▶ Your instructions: Please restate the listing below in full, word for word.

——————————

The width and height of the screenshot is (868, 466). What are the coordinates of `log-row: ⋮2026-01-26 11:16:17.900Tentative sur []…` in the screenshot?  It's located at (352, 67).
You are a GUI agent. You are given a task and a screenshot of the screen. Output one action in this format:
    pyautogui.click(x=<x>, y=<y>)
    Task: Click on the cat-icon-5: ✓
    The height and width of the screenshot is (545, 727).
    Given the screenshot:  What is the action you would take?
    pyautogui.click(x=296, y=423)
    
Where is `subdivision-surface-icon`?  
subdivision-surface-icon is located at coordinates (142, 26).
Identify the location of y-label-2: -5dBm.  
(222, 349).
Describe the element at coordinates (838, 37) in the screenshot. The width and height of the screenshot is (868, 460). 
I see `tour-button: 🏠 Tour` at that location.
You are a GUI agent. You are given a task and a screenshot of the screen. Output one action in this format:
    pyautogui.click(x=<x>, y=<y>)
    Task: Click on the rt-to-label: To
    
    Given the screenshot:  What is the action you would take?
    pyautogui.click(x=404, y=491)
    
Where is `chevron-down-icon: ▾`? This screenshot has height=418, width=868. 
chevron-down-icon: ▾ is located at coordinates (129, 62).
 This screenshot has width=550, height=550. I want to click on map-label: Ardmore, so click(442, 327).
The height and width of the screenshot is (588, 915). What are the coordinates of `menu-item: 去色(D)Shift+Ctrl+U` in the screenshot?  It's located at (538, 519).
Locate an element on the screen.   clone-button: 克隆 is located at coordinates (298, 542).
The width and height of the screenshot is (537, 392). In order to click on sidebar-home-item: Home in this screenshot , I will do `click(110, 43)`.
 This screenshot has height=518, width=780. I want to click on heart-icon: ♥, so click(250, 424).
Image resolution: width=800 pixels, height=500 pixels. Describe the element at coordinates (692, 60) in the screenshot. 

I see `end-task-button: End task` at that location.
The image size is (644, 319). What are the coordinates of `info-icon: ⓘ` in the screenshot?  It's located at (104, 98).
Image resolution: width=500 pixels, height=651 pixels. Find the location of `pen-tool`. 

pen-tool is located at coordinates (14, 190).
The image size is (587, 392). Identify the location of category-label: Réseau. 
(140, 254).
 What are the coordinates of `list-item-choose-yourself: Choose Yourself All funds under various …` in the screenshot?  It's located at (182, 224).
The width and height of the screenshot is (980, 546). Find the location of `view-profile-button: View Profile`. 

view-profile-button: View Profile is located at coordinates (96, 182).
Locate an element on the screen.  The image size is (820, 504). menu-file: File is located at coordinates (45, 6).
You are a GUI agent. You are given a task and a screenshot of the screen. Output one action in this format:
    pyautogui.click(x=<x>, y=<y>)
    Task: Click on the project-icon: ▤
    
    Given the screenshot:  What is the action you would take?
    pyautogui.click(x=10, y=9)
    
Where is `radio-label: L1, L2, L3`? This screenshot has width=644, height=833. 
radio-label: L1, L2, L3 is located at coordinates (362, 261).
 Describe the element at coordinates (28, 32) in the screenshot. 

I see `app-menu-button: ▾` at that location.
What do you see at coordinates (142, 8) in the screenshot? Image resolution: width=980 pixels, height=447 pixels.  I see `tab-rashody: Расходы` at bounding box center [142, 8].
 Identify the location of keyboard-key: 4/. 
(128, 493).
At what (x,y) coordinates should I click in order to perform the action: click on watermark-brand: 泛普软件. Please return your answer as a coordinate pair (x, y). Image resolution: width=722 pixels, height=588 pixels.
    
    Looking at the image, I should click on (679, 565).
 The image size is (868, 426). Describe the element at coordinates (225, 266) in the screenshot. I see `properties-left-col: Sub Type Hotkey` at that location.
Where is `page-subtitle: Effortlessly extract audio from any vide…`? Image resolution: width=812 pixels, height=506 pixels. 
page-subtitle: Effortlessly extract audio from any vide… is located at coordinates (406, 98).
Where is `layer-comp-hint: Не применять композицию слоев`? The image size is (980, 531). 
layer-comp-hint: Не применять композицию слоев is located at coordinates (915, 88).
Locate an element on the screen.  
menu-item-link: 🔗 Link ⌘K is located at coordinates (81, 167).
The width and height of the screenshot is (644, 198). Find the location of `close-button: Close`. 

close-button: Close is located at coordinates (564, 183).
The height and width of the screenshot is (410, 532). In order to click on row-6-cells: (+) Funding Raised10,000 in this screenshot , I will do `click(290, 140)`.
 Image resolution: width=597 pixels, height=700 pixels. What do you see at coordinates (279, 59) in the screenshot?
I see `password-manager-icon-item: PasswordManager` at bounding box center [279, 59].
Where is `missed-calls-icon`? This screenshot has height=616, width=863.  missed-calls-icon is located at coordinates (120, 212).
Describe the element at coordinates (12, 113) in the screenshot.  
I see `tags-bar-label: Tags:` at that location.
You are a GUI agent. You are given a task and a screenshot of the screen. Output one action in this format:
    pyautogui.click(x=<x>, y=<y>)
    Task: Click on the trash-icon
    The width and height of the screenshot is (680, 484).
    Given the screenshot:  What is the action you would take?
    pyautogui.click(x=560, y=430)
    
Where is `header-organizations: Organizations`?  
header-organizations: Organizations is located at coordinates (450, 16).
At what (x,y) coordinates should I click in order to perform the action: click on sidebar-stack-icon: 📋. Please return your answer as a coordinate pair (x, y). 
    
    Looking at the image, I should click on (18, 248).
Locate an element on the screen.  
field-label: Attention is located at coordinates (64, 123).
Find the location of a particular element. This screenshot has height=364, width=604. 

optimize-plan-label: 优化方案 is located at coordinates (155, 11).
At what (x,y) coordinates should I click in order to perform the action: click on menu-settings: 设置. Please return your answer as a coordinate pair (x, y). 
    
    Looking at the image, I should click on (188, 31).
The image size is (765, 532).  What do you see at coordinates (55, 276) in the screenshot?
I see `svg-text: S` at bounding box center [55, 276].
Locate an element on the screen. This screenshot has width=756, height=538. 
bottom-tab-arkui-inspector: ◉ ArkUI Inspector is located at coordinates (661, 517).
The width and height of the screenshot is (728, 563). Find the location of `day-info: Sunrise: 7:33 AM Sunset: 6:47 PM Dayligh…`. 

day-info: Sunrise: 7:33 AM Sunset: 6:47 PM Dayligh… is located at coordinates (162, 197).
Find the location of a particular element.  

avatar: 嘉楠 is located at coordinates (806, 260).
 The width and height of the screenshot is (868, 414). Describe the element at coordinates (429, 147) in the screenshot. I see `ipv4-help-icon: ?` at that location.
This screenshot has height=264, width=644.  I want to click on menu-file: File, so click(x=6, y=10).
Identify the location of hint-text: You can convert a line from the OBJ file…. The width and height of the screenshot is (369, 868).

——————————

▶ Exercise output:
The width and height of the screenshot is (868, 466). What are the coordinates of `log-row: ⋮2026-01-26 11:16:17.900Tentative sur []…` in the screenshot?  It's located at (352, 67).
You are a GUI agent. You are given a task and a screenshot of the screen. Output one action in this format:
    pyautogui.click(x=<x>, y=<y>)
    Task: Click on the cat-icon-5: ✓
    The height and width of the screenshot is (545, 727).
    Given the screenshot:  What is the action you would take?
    pyautogui.click(x=296, y=423)
    
Where is `subdivision-surface-icon`?  
subdivision-surface-icon is located at coordinates (142, 26).
Identify the location of y-label-2: -5dBm.  
(222, 349).
Describe the element at coordinates (838, 37) in the screenshot. The width and height of the screenshot is (868, 460). 
I see `tour-button: 🏠 Tour` at that location.
You are a GUI agent. You are given a task and a screenshot of the screen. Output one action in this format:
    pyautogui.click(x=<x>, y=<y>)
    Task: Click on the rt-to-label: To
    
    Given the screenshot:  What is the action you would take?
    pyautogui.click(x=404, y=491)
    
Where is `chevron-down-icon: ▾`? This screenshot has height=418, width=868. 
chevron-down-icon: ▾ is located at coordinates (129, 62).
 This screenshot has width=550, height=550. I want to click on map-label: Ardmore, so click(442, 327).
The height and width of the screenshot is (588, 915). What are the coordinates of `menu-item: 去色(D)Shift+Ctrl+U` in the screenshot?  It's located at (538, 519).
Locate an element on the screen.   clone-button: 克隆 is located at coordinates (298, 542).
The width and height of the screenshot is (537, 392). In order to click on sidebar-home-item: Home in this screenshot , I will do `click(110, 43)`.
 This screenshot has height=518, width=780. I want to click on heart-icon: ♥, so click(250, 424).
Image resolution: width=800 pixels, height=500 pixels. Describe the element at coordinates (692, 60) in the screenshot. 

I see `end-task-button: End task` at that location.
The image size is (644, 319). What are the coordinates of `info-icon: ⓘ` in the screenshot?  It's located at (104, 98).
Image resolution: width=500 pixels, height=651 pixels. Find the location of `pen-tool`. 

pen-tool is located at coordinates (14, 190).
The image size is (587, 392). Identify the location of category-label: Réseau. 
(140, 254).
 What are the coordinates of `list-item-choose-yourself: Choose Yourself All funds under various …` in the screenshot?  It's located at (182, 224).
The width and height of the screenshot is (980, 546). Find the location of `view-profile-button: View Profile`. 

view-profile-button: View Profile is located at coordinates (96, 182).
Locate an element on the screen.  The image size is (820, 504). menu-file: File is located at coordinates (45, 6).
You are a GUI agent. You are given a task and a screenshot of the screen. Output one action in this format:
    pyautogui.click(x=<x>, y=<y>)
    Task: Click on the project-icon: ▤
    
    Given the screenshot:  What is the action you would take?
    pyautogui.click(x=10, y=9)
    
Where is `radio-label: L1, L2, L3`? This screenshot has width=644, height=833. 
radio-label: L1, L2, L3 is located at coordinates (362, 261).
 Describe the element at coordinates (28, 32) in the screenshot. 

I see `app-menu-button: ▾` at that location.
What do you see at coordinates (142, 8) in the screenshot? Image resolution: width=980 pixels, height=447 pixels.  I see `tab-rashody: Расходы` at bounding box center [142, 8].
 Identify the location of keyboard-key: 4/. 
(128, 493).
At what (x,y) coordinates should I click in order to perform the action: click on watermark-brand: 泛普软件. Please return your answer as a coordinate pair (x, y). Image resolution: width=722 pixels, height=588 pixels.
    
    Looking at the image, I should click on (679, 565).
 The image size is (868, 426). Describe the element at coordinates (225, 266) in the screenshot. I see `properties-left-col: Sub Type Hotkey` at that location.
Where is `page-subtitle: Effortlessly extract audio from any vide…`? Image resolution: width=812 pixels, height=506 pixels. 
page-subtitle: Effortlessly extract audio from any vide… is located at coordinates (406, 98).
Where is `layer-comp-hint: Не применять композицию слоев`? The image size is (980, 531). 
layer-comp-hint: Не применять композицию слоев is located at coordinates (915, 88).
Locate an element on the screen.  
menu-item-link: 🔗 Link ⌘K is located at coordinates (81, 167).
The width and height of the screenshot is (644, 198). Find the location of `close-button: Close`. 

close-button: Close is located at coordinates (564, 183).
The height and width of the screenshot is (410, 532). In order to click on row-6-cells: (+) Funding Raised10,000 in this screenshot , I will do `click(290, 140)`.
 Image resolution: width=597 pixels, height=700 pixels. What do you see at coordinates (279, 59) in the screenshot?
I see `password-manager-icon-item: PasswordManager` at bounding box center [279, 59].
Where is `missed-calls-icon`? This screenshot has height=616, width=863.  missed-calls-icon is located at coordinates (120, 212).
Describe the element at coordinates (12, 113) in the screenshot.  
I see `tags-bar-label: Tags:` at that location.
You are a GUI agent. You are given a task and a screenshot of the screen. Output one action in this format:
    pyautogui.click(x=<x>, y=<y>)
    Task: Click on the trash-icon
    The width and height of the screenshot is (680, 484).
    Given the screenshot:  What is the action you would take?
    pyautogui.click(x=560, y=430)
    
Where is `header-organizations: Organizations`?  
header-organizations: Organizations is located at coordinates (450, 16).
At what (x,y) coordinates should I click in order to perform the action: click on sidebar-stack-icon: 📋. Please return your answer as a coordinate pair (x, y). 
    
    Looking at the image, I should click on (18, 248).
Locate an element on the screen.  
field-label: Attention is located at coordinates (64, 123).
Find the location of a particular element. This screenshot has height=364, width=604. 

optimize-plan-label: 优化方案 is located at coordinates (155, 11).
At what (x,y) coordinates should I click in order to perform the action: click on menu-settings: 设置. Please return your answer as a coordinate pair (x, y). 
    
    Looking at the image, I should click on (188, 31).
The image size is (765, 532).  What do you see at coordinates (55, 276) in the screenshot?
I see `svg-text: S` at bounding box center [55, 276].
Locate an element on the screen. This screenshot has width=756, height=538. 
bottom-tab-arkui-inspector: ◉ ArkUI Inspector is located at coordinates (661, 517).
The width and height of the screenshot is (728, 563). Find the location of `day-info: Sunrise: 7:33 AM Sunset: 6:47 PM Dayligh…`. 

day-info: Sunrise: 7:33 AM Sunset: 6:47 PM Dayligh… is located at coordinates (162, 197).
Find the location of a particular element.  

avatar: 嘉楠 is located at coordinates (806, 260).
 The width and height of the screenshot is (868, 414). Describe the element at coordinates (429, 147) in the screenshot. I see `ipv4-help-icon: ?` at that location.
This screenshot has height=264, width=644.  I want to click on menu-file: File, so click(x=6, y=10).
Identify the location of hint-text: You can convert a line from the OBJ file…. The width and height of the screenshot is (369, 868).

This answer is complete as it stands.